Pull Requests and Other People’s Code

One of the things I've heard for years from former students - both those looking for jobs and those looking to hire is that colleges don't really do a good job preparing students for careers in tech. Sure they teach the algorithms and the theory but ther are a lot of missing pieces, particularly on the practical end. I'm certainly not advocating turning CS programs into coding schools but there are many low cost opportunities to bring practical real world best practices in to the CS classroom. I most recently wrote about unit testing and had earlier about using GitHub as an educational tool. I've been happy with the way I introduce students to Git and how we use GitHub in my classes but I've never found a smooth way to introduce Pull Requests. A pull request is basically a mechanism by which one can suggest a change to a project even if you don't own it. The project owner can then decide to merge it in or not.

Being comfortable with the pull request work flow is an important part of contributing to open source projects. The basic process is that you make a copy of the project you want to work on by forking it, make your changes, then issue a pull request back to the project. For a beginner, there are a lot of moving parts. Instead, I teach my students branching and merging within a project. It's much easier and arguably more useful for day to day projects. I'd like my kid to learn the pull request mechanics but I haden't thought of a good way to do it.
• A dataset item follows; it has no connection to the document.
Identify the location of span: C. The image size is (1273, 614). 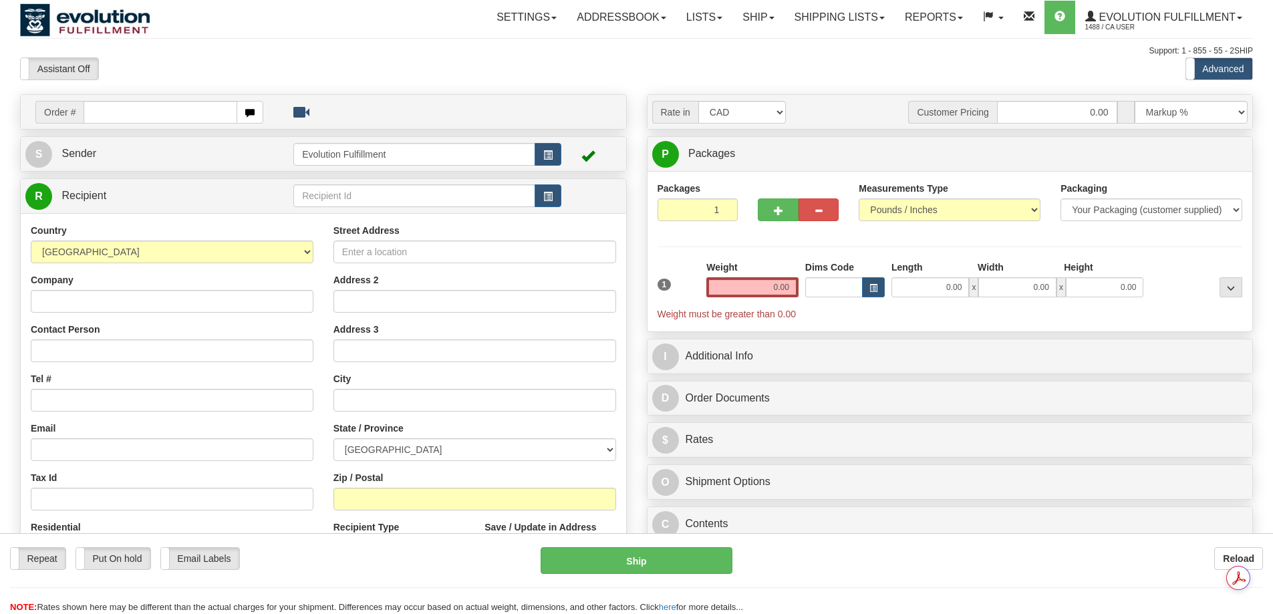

I've also wanted to give kids more real world experiences in class and one experience they rarely get is working in other people's code bases. In school you largely write your own projects be they group or solo or work off a hopefully tried and true code base provided by the instructor. In the real world you're frequently working off of someone elses code and it's rarely in a polished state.
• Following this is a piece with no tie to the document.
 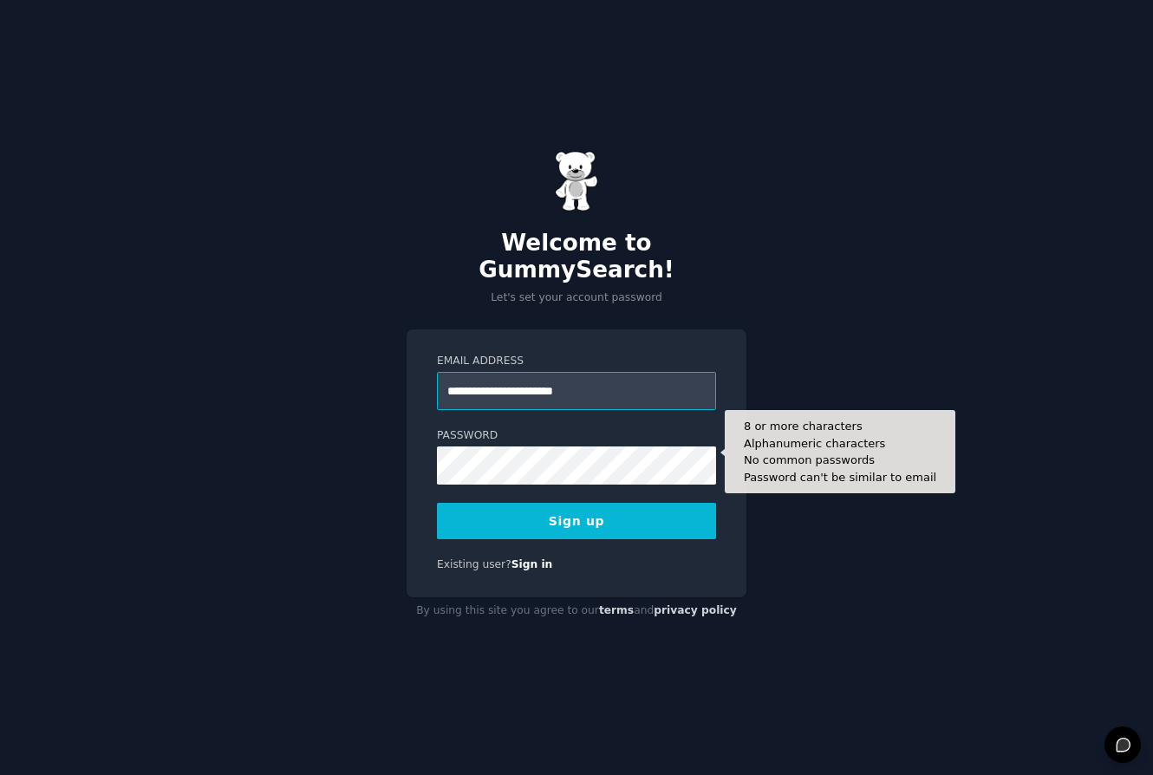 I want to click on a: Sign in, so click(x=532, y=564).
I finally found a way to kill both birds with one stone. A couple of weeks ago my class' lab was rather lengthy. It involved reading in a source file and reformating it in a sensible way. I knew most of the students wouldn't finish it in the allotted time and even if they did, this was an easy assignment to extend. On lab day I had students create a new repo for this lab (normally they just add a folder in a their "labs" repo) and get as much done as they could. The rule was simple - push what you've got up to GitHub at the end of class and then you can't push anything else. I also made it clear that I didn't expect a completed lab..

We continued the lab in the next class session. This time. I randomly assigned repos to students so that they would fork someone elses lab. They then had to complete the lab on the other students code base and then issue a pull request back to the original

This was the first time I've tried this so it was a little klunky. I'll do a much better job specifying the assignment and instructions next time around but even so I think the class went well. By the end of the class the students had sucesfully forked a project, issued a pull request, and merged one in to their own project. The only think I wasn't happy with was that many of the merges happened automatically. I have to figure out how to set things up so that there are merge conflicts since I want my students to experience that.

Overall, I was very happy with the way things worked out. The students were able to experience important real workd software engineering techniques without removing any of the academic CS in the class.